WASHINGTON – As the House impeachment managers wrapped up their opening remarks Friday, senators were still largely divided along party lines on the need for new documents and witnesses to be subpoenaed before they decide the trial’s outcome. Democrats continue calling for additional evidence, while Republicans say they don’t see a need for it.
“The managers for the Democrats have said, ‘there’s overwhelming evidence. There’s a mountain of evidence.’ They said, ‘it’s rock-solid evidence,’” Republican Sen. John Barrasso from Wyoming told reporters before Friday’s proceedings. “They shouldn’t need any more information to make a final decision.”

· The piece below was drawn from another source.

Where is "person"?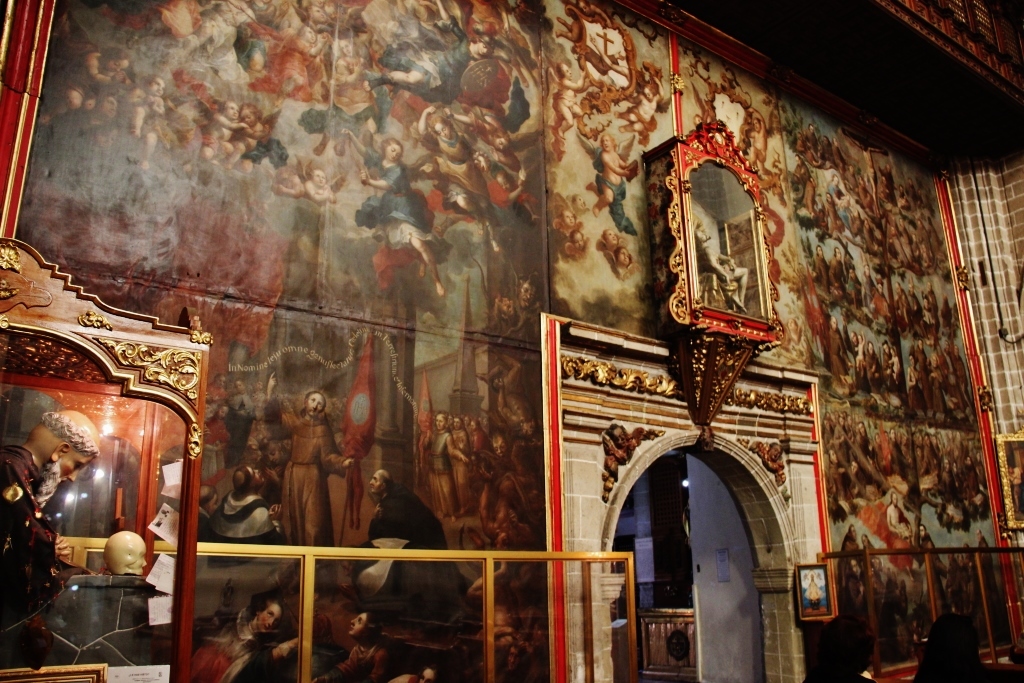
<box>2,409,88,667</box>.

Sen. Kirsten Gillibrand, D-New York, said that Republicans looking for “something new” in the House managers’ argument is “really quite hypocritical” after they voted down 11 amendments when debating the rules resolution that governs the trial, most of which would’ve admitted new documents and testimonies from witnesses.
“Don’t bury your head in the sand and then complain it’s dark,” she said in a news conference Friday morning.
Democrats have been urging their Republican colleagues to consider the gravity of the trial, just the third impeachment trial in United States history, when deciding their positions on hearing from new witnesses.
“This is not a trial for a speeding ticket or shoplifting,” lead House manager Rep. Adam Schiff from California told reporters before his team started its final day of opening remarks. “This is an impeachment trial involving the president of the United States.”
Schiff also said the “American people overwhelmingly want to hear what (new witnesses) have to say.” An ABC News/Washington Post poll published Friday found that 66% of Americans support the Senate subpoenaing witnesses they have yet to hear from.
The same survey says the country is split — 47% in favor and 49% against — on whether the body should remove Trump from office. The president has been charged in two articles of impeachment with abuse of office and obstruction of Congress in connection with his withholding of military aid to Ukraine and an Oval Office meeting with that nation’s president in an effort to get Ukraine to announce investigations into former Vice President Joe Biden and alleged Ukrainian interference with the 2016 U.S. election.
The Democrats’ House managers made the case that Biden’s conduct related to urging Ukraine to remove its corrupt prosecutor general and doesn’t warrant an investigation. Sen. Lindsey Graham, R-South Carolina, disagreed.
“I am telling you now that I am going to look at this if nobody else does,” he told reporters. “And that doesn’t make me a Russian agent.”
New evidence continued to come to light as the trial unfolded. A recording heard by ABC News allegedly captures Trump calling for then-U.S. Ambassador to Ukraine Marie Yovanovitch to be fired. The president’s comments were made at a private April 2018 dinner with Lev Parnas and Igor Fruman, former associates of his personal lawyer Rudy Giuliani.
After hearing that Yovanovitch believed the president would eventually be impeached, a voice that sounds like Trump’s says in the recording, “Get rid of her! Get her out tomorrow. I don’t care. Get her out tomorrow. Take her out. OK? Do it.”
Trump’s allies have been downplaying the recording, saying it’s characteristic of the president’s behavior.
“My guess is we’re probably not surprised that the guy, you know, who had a TV show where he talked about firing people is willing to recall the ambassador,” Rep. Jim Jordan, R-Ohio, one of the Republican House members advising Trump’s counsel, told reporters.
On the Senate floor Friday, the House impeachment managers argued Trump obstructed Congress by preventing any subpoenaed officials from testifying before the House or turning over requested documents.
Senate Minority Leader Chuck Schumer, D-New York, is holding out hope that some of his colleagues from the other side of the aisle will break from their party and support hearing new evidence.
“Will four Republican senators — just four — rise to the occasion, do their duty to the Constitution, to their country, to seek the truth?” he questioned. Four GOP senators siding with the 47 Democrats and independents would produce the 51 votes necessary to subpoena documents and witnesses. Schumer failed on Tuesday to get that support on amendments that sought to compel Acting White House Chief of Staff Mick Mulvaney, former National Security Adviser John Bolton and others to come before the Senate to testify about their involvement in the Ukraine matter.
Senators will vote on whether new evidence will be admitted after the president’s defense team presents its opening statements, which are set to start Saturday, and after the senators direct up to 16 hours worth of questions to both sides.